◆ Description of the task ◆
Where the line containing "reading: 26 °F" appears in the entries below, start there and print only that line and every line after it, exactly, through the end, excluding pictures.

*** Opening of The input ***

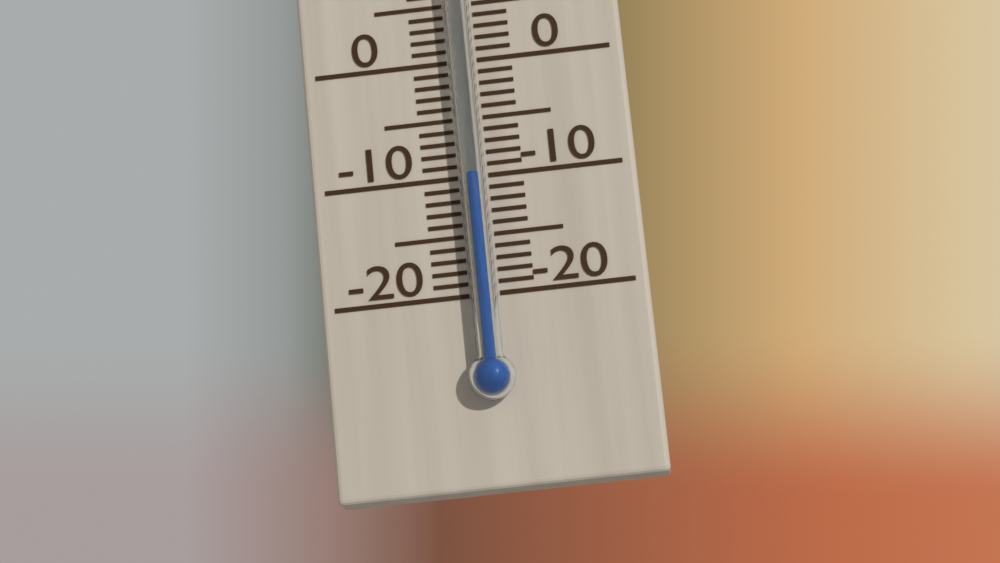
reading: -10 °C
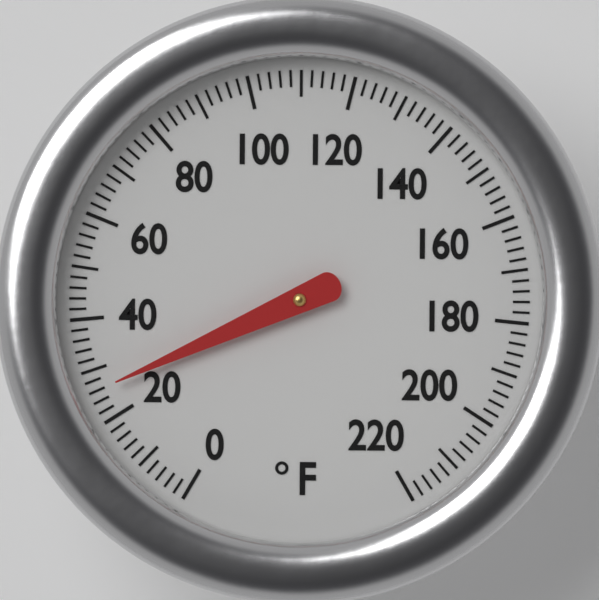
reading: 26 °F
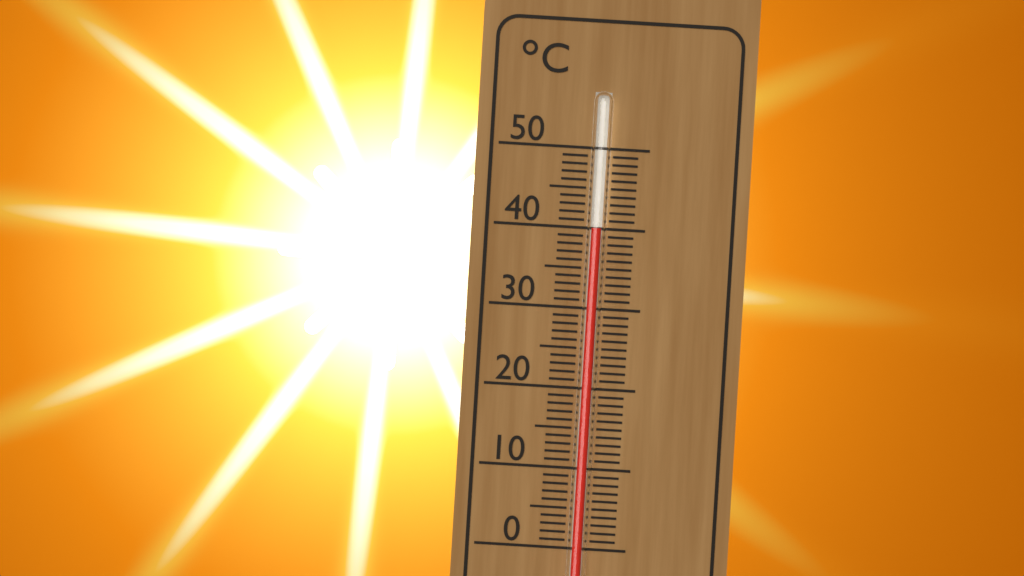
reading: 40 °C
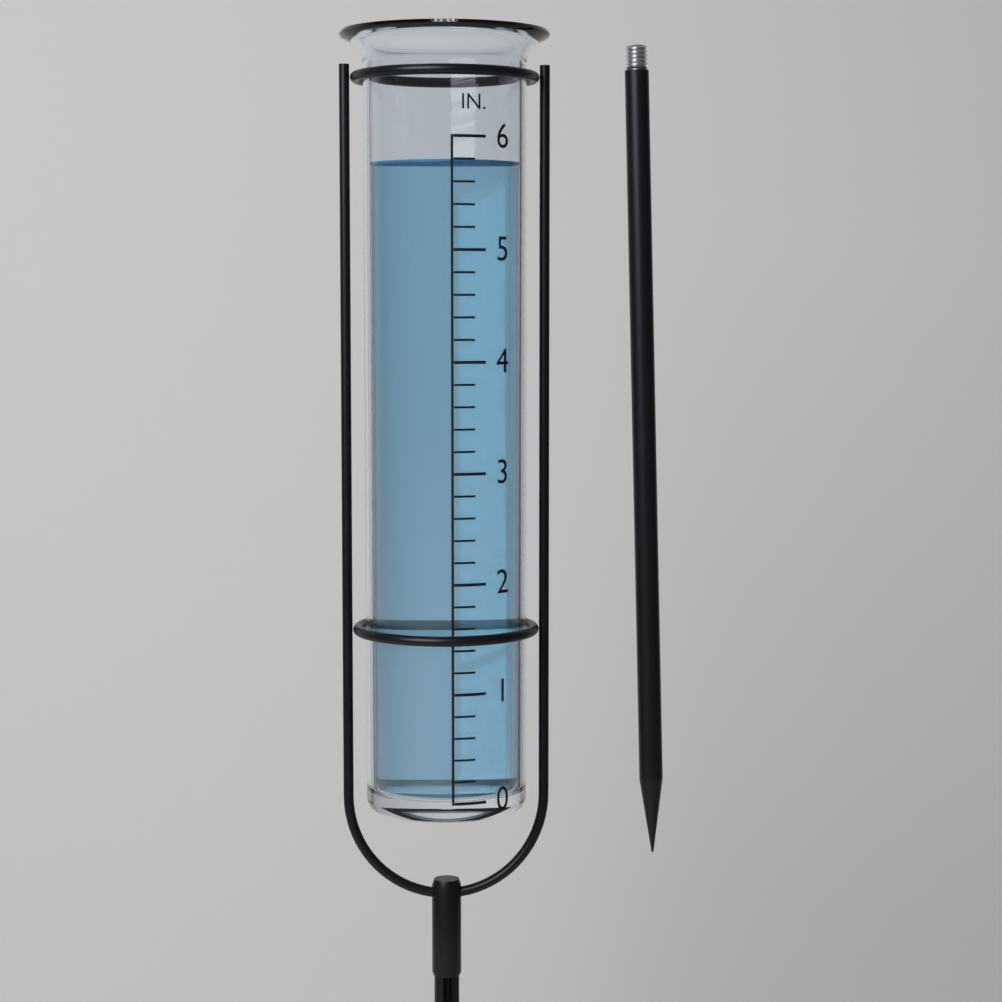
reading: 5.8 in
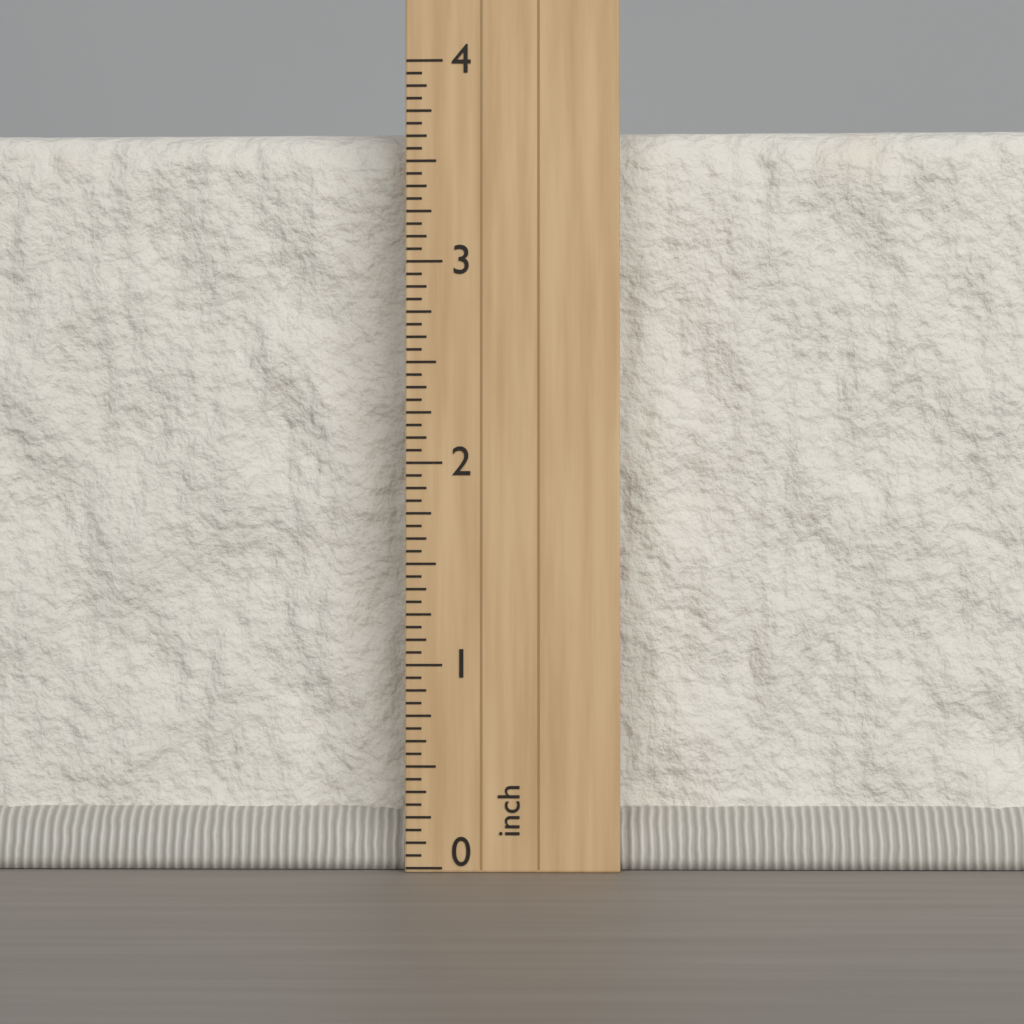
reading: 3.7500 inch
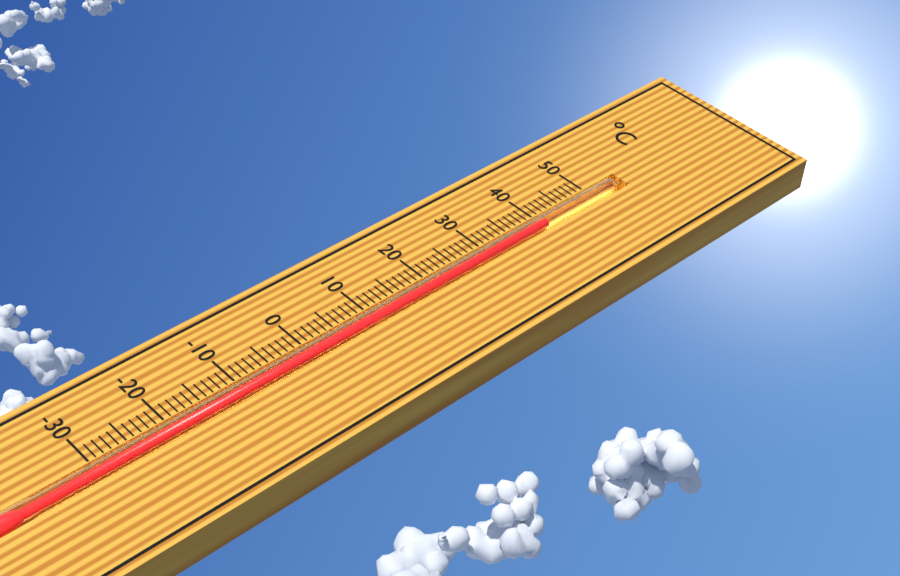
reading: 41 °C
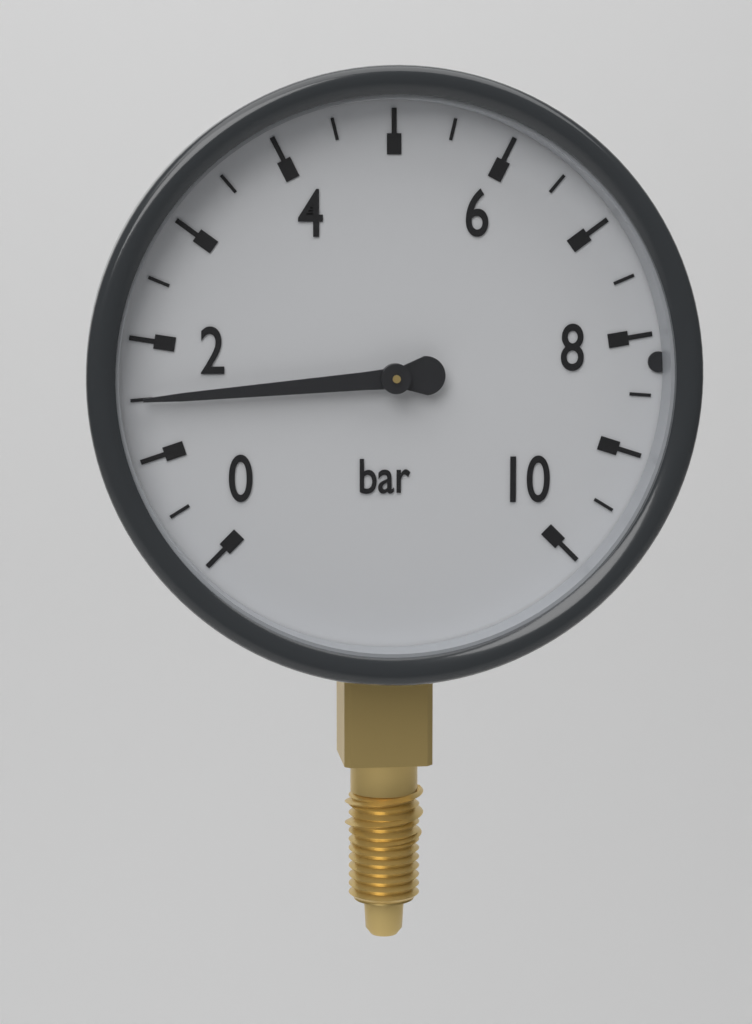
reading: 1.5 bar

*** Close of The input ***

◆ Exercise response ◆
reading: 26 °F
reading: 40 °C
reading: 5.8 in
reading: 3.7500 inch
reading: 41 °C
reading: 1.5 bar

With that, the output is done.